Here are two crazy facts you’ll only read here:
* First, you’ll never be fully balanced in the water again, as your body wants to bob on the side with the healthy lung that holds most of the air.
* Second, you’ll have trouble swimming in a crowded lane without getting seasick because your chest is now a half-packed suitcase. Waves slosh your insides around.
These are wonderful problems to have. They say I’m living.
I was told to prepare for a non-athletic life post-surgery The night before they cut me, I drove to the pool. In the dark, I swam a single 50-meter butterfly and got out. All I wanted: one last feeling of that beautiful, fluid motion. I kissed the water goodbye.
Then afterward, it was determined the tumor had apparently not spread. I got through the ICU, the morphine drips, the repeatedly collapsing lung. I went back to the pool. I said, “I’ll never swim any of my times again. Do I care?”
Day one, I managed two strokes. I saw stars and gasped for breath. I did a little more every day After two months, I could do a mile.
Three months after that, I was watching the Olympics on TV. Michael Phelps swam 17 races. In the same order, I swam them also, stopping as I needed on the walls.
Michael set the world record in the 400 meter IM in 4:08. It took me 8:30, waaay slower than it used to. But it’s a time I’m darn proud of.

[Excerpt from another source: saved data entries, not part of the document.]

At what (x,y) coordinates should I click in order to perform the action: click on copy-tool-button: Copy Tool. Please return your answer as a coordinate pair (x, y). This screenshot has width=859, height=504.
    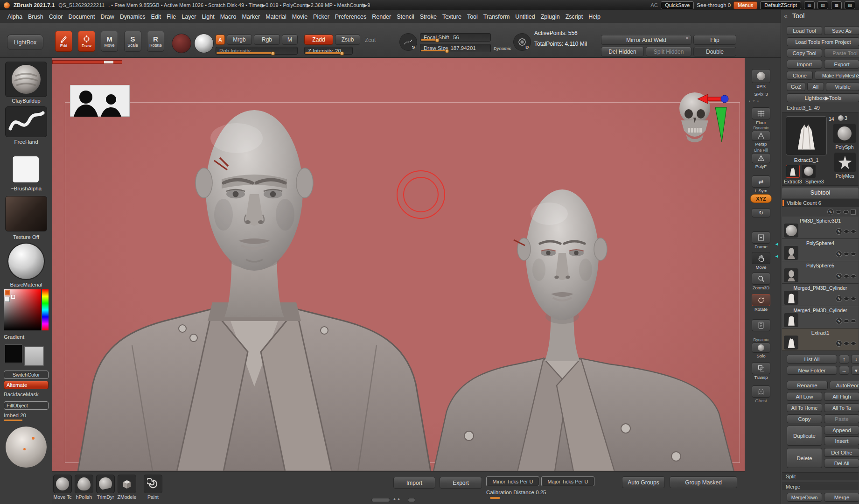
    Looking at the image, I should click on (804, 53).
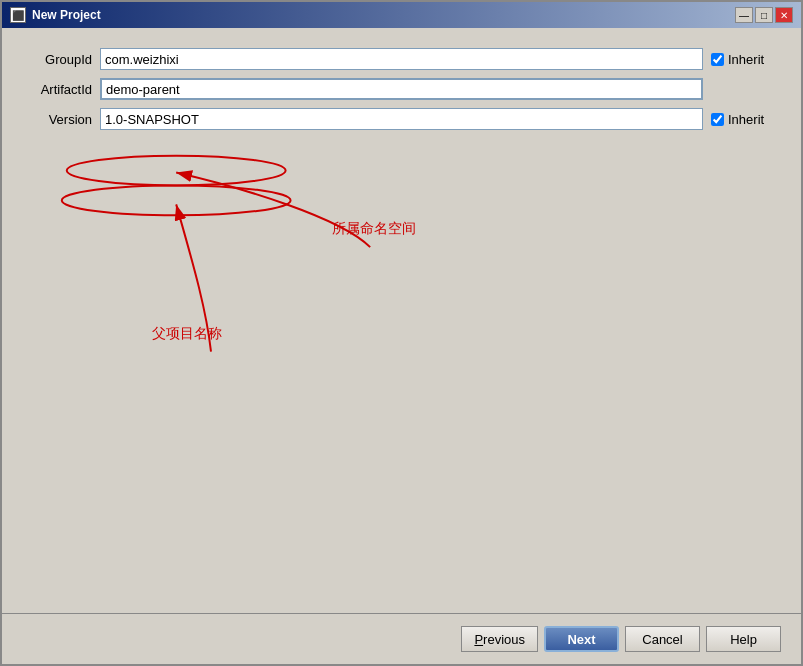  What do you see at coordinates (582, 639) in the screenshot?
I see `next-button: Next` at bounding box center [582, 639].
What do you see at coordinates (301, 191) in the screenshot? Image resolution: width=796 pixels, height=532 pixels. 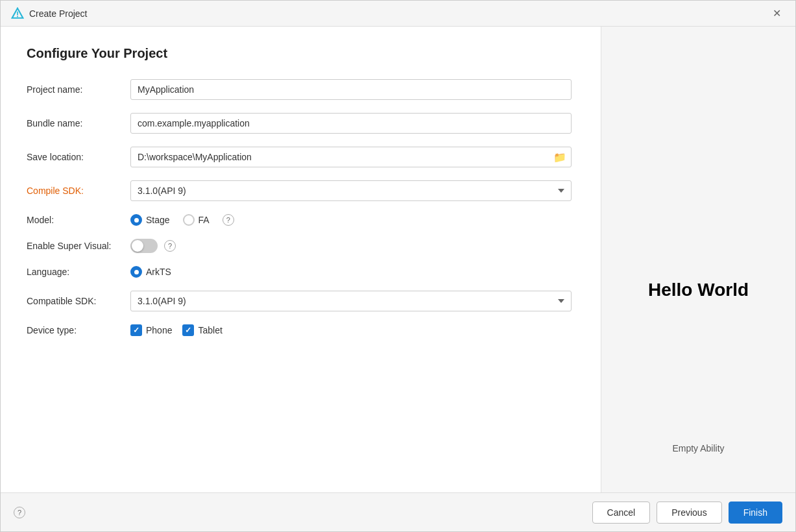 I see `compile-sdk-row: Compile SDK: 3.1.0(API 9) 3.0.0(API 8)` at bounding box center [301, 191].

It’s no longer about the time. It’s no longer about winning or losing. (Really, was it ever?)
It’s about taking one stroke after the other. It’s about growing a little bit stronger each day.
HealthWAVES
HEALTHY EATING
Here’s one of my favorite recipes. Combining fish and spinach, it’s a great meal if you want to eat a healthy-and delicious-meal.
Lime-Scented Orange Roughy and Spinach
1 T Olive oil
1 c thinly sliced carrot
2 garlic cloves, minced
1 t salt, divided
1 (10-oz) pckg baby spinach
1/3 cup sliced green onions
1/4 c mirin (sweet rice wine)
1 t grated lime peel
3 T fresh lime juice
1 t grated peeled fresh ginger (may use 11 ground ginger)
4 (6-oz) orange roughy fillets
1/4 t freshly ground red pepper
4 lime wedges
* Preheat oven to 400 degrees.
* Heat oil in large skillet over medium high heat. Add carrot, sauté 2 minutes or until tender. Add garlic, sauté 15 seconds. Add 1/2 t salt and spinach; sauté 2 minutes or until spinach melts.
* Combine 1 t salt, green onions, mirin, rind, lime juice and ginger in a separate bowl.
* Fold 4 16×12-inch sheets heavy-duty foil in half, lengthwise. Open foil and place 1/2 c spinach mixture in the center of each sheet. Top with a fillet and drizzle mirin mixture evenly over each fillet; sprinkle with pepper.
* Tightly seal edges. Place foil packets in a single layer on a jelly roll pan. Bake at 400 degrees for 20 minutes or until fish flakes easily. Serve with lime wedge.
Calories 221 (20% fat); fat 4.9 g protein 27.6 g carbs 13.3 g fiber 3.4 g; chol 34 mg; iron 2.5 mg sodium 470 mg calcium 138 mg.
(Reprinted with permission from the Jan. 15, 2005 issue of the VMST Newsletter.)
P.H. Mullen, a Dartmouth graduate who once swam the English Channel, is the author of “Gold in the Water.”